Assignment →
Excluding pictures, retype exactly the lines from the one with "Identify the location of system-icon." through the end of the records that follow.

━━━ Task material ━━━

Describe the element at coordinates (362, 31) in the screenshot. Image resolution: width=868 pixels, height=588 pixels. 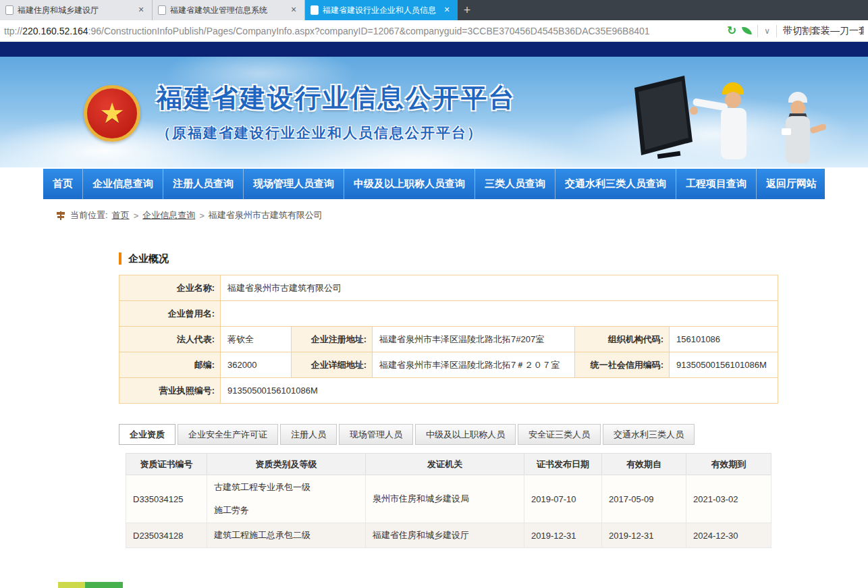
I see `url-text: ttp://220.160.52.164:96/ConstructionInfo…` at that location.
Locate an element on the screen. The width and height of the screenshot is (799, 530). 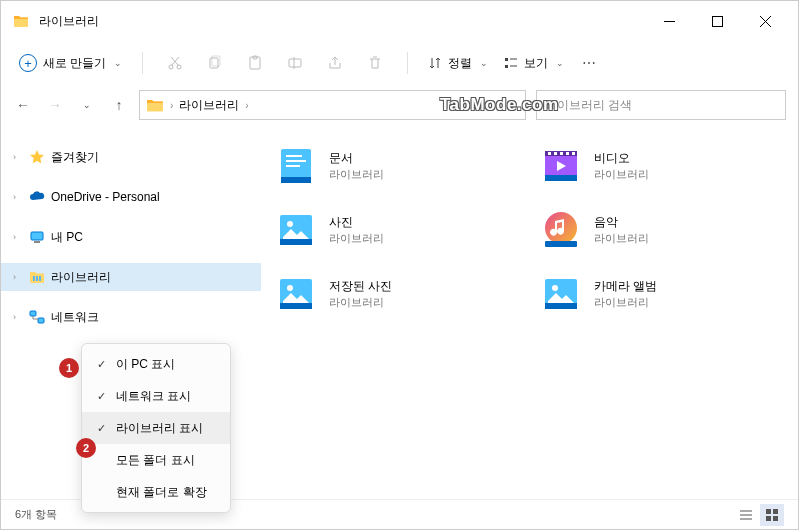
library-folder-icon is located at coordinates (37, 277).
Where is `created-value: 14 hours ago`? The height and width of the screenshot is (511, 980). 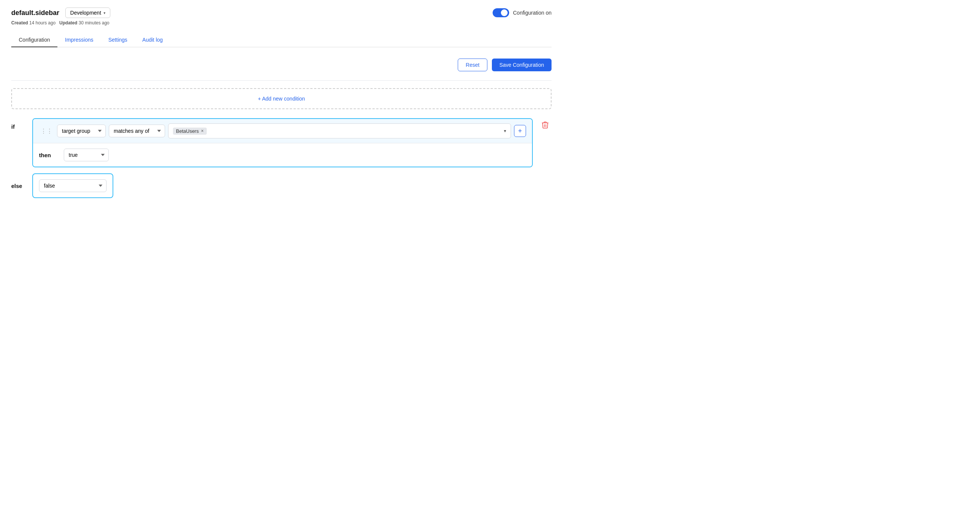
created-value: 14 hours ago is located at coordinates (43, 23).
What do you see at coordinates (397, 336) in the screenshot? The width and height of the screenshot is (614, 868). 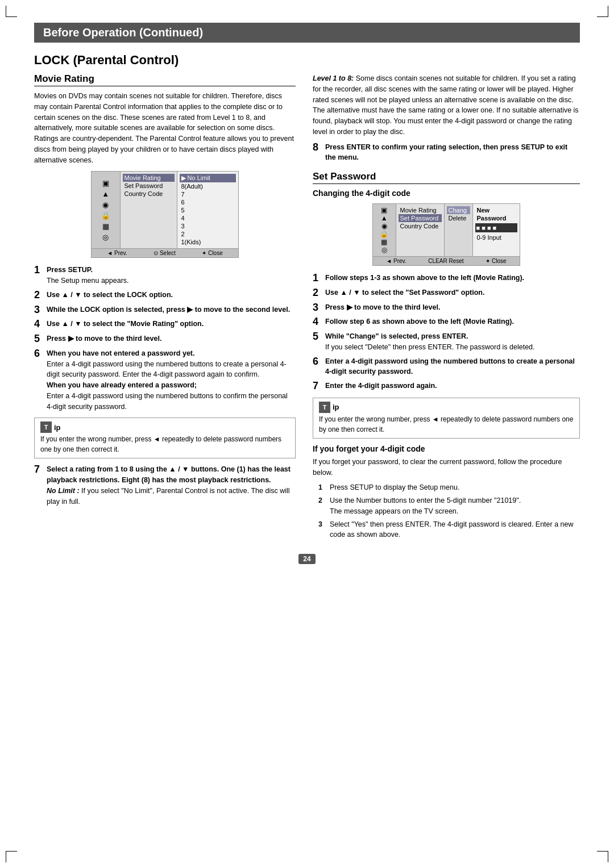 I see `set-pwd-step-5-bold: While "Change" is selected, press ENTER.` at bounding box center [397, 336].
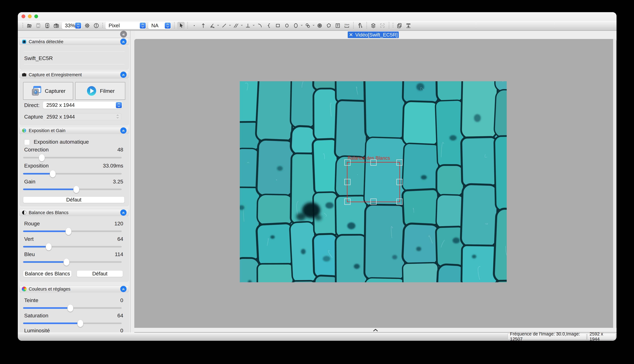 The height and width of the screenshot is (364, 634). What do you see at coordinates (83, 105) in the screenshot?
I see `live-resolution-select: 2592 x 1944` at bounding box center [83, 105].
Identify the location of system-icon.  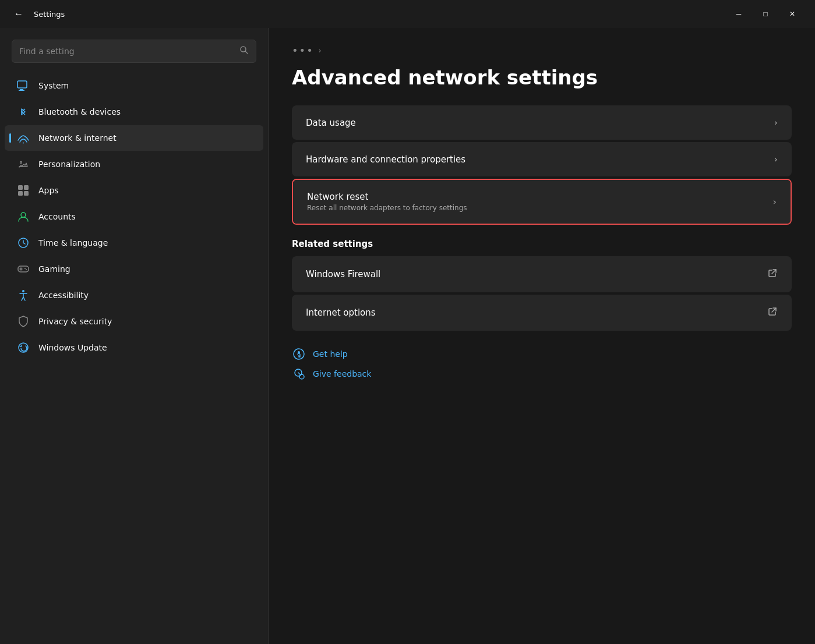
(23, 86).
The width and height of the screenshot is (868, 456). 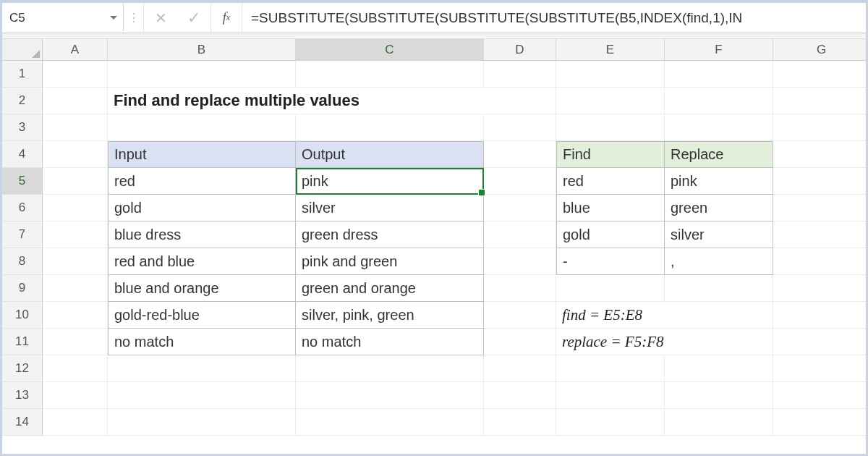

━━━

Exercise output →
Identify the location of system-icon.  
(23, 86).
The width and height of the screenshot is (868, 456). 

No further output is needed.